This interview is part of an on-going serie we are conducting with UX researchers. The goal is to shed light upon this role: its diversity, practices and the people moving it forward.
Gwenael is a senior UX researcher at Deezer. He has been working in the digital industry for more than 10 years, worked on an entrepreneurship project for 2 years before specializing in user experience research in 2017.
I chatted with Gwenael about his entrepreneurship adventure, how it led him to UX, collateral insights and some of their product launches processes at Deezer.
An entrepreneurship failure led him to UX Research
Gwenael started his career in project management. He had first studied design but chose the PM role because it allowed him to grasp the larger scope he was looking for.
In 2015, he launched a startup on smartphone repair: La Smartphonerie. They acted as a marketplace linking broken phone owners and repair shops. The project ended 2 years later because of a lack of user research.
After 2 years, we realized the need we were trying to answer was not the most important one.
He analyzes that they were lacking understanding of the different steps people go through when they break their phone.
The first thing when it happens is to wonder whether you can keep using it or not.
Then, people will wonder: do I have insurance? Can I buy a new one? People who answer no to these 3 questions might be looking to repair it.
They soon understood their use case was not that common and came in last position.
I realized how important UX research was when I faced the consequence of not doing it.
Before you do research, you don’t know what you might find.
What matters is to conduct user research as often as possible.
He then started his path in UX at Orange where he joined a new business unit where they generated 600K€ of revenue in 9 months from scratch thanks to UX research which really helped spread the practice within the organization.
I establish my research practice not only on cognitive psychology skills but rather on product, digital design and project management.
He then freelanced for 2 years before joining Deezer.
Is it possible to explore all opportunities?
Too often, research projects come from top management requests.
Gwenael tries to highlight that increased value comes when you are able to change the scope of the project based on insights. That is because when you are looking for X, you might find Y. Although this Y is not useful for your initial project, it presents an opportunity for the business overall.
Exploring these collateral insights and directions requires a lot of resources but missing those opportunities can be a risk for the future. In some cases, it means shifting the scope of the project if a more relevant direction is discovered, even if iterations have started (resisting the sunk cost fallacy).
To go towards a more systematic exploration of user insights, Gwenael is working with his colleagues at Deezer to create a monthly workshop where they study the top recommendations extracted from recent discovery research. They create concepts from these recommendations and test them with users.
This allowed them to work on a product that was initially outside of the roadmap because they realized its value from discovery research.
Gwenael advocates for an approach where UXR brings directions rather than solely validates/invalidates hypothesis from stakeholders.
Product launches at Deezer
A recent initiative that was born from these workshops is a feature allowing to create cross-platform playlists to allow people to share music even if they don’t use the same streaming service.
Gwenael is very happy about this project because they were able to prioritize it even though it was not in the initial roadmap thanks to the insights they gathered from user research (the feature is now called Shaker and you can try it on shaker.deezer.com).
Obviously, there are also cases where they are not able to go beyond the initial brief.
But when they succeed, Gwenael guarantees that the impact can be huge. For example, over 100K groups have been created in just a few days since the release of Shaker.
Gwenael’s perspective gives us rich insights on how research is conducted at high UX maturity organizations, where it can have the power to lead product cycles rather than support and validate roadmaps.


Your task: Return all lines of the data in which the string "Luria" occurs.

[Excerpts from a figure dataset]

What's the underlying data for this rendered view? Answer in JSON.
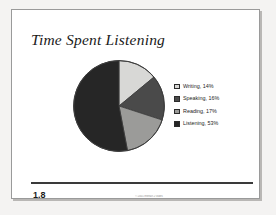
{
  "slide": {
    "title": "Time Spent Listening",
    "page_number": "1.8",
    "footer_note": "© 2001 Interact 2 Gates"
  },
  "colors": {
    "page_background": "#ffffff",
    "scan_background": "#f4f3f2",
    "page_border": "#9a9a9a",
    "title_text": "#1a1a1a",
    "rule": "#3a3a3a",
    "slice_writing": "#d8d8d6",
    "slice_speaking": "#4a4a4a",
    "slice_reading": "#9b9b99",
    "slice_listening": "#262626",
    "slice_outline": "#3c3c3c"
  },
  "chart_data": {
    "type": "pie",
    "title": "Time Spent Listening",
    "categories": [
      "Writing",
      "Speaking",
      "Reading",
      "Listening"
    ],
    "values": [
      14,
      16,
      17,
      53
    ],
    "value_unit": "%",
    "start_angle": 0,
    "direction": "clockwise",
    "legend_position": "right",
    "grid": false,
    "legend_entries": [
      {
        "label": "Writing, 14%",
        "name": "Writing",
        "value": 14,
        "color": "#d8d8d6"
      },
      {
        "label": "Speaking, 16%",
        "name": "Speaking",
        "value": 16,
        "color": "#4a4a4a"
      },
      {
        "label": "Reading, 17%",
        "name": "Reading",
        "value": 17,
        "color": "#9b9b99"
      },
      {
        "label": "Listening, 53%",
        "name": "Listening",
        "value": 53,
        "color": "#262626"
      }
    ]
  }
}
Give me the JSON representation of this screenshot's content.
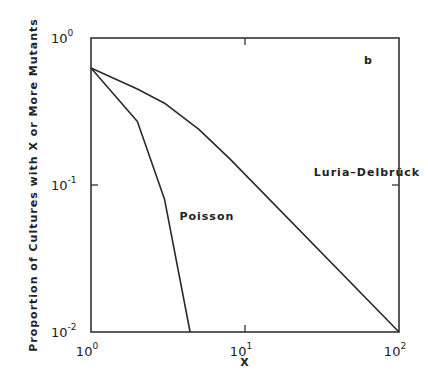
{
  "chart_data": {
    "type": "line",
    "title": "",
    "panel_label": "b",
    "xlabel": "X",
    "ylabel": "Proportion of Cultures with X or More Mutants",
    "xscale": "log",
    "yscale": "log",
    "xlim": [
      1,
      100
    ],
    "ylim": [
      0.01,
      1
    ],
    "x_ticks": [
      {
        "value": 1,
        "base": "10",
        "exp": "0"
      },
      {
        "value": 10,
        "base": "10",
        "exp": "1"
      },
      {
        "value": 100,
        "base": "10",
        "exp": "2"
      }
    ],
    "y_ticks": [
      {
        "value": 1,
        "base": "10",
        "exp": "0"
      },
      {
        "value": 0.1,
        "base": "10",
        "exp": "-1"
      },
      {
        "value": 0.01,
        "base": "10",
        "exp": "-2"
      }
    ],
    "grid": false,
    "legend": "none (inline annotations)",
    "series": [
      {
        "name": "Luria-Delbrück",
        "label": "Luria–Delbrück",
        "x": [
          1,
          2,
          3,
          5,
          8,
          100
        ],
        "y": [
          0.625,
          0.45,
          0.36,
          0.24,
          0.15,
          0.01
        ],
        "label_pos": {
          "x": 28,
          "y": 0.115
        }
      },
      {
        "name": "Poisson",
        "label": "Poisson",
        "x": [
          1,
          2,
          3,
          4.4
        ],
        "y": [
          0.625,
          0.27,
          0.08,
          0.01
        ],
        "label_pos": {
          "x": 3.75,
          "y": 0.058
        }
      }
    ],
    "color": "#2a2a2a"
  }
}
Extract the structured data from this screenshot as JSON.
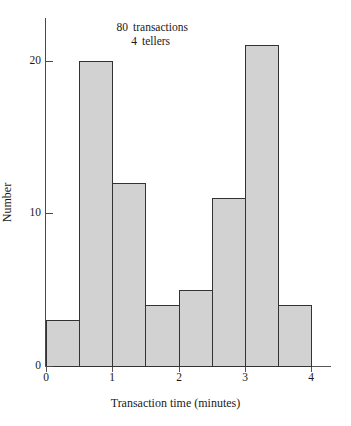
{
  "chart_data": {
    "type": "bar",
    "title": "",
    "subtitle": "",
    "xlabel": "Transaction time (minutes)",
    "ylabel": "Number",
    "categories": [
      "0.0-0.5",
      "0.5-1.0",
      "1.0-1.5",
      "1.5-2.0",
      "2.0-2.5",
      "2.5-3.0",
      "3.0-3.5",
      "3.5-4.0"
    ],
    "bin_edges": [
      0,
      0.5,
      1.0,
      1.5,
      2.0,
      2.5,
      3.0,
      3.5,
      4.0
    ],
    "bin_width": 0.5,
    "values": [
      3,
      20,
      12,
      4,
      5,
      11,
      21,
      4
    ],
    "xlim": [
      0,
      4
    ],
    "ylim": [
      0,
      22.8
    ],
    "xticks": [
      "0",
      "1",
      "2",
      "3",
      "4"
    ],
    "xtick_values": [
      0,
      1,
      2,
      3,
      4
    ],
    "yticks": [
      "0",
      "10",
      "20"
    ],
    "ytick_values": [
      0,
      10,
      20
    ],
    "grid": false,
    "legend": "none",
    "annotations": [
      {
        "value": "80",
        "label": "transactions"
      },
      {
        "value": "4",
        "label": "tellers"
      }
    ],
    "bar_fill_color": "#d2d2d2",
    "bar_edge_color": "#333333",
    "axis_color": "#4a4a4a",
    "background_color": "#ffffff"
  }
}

Solution to the problem:
        "name": "Luria-Delbrück",
        "label": "Luria–Delbrück",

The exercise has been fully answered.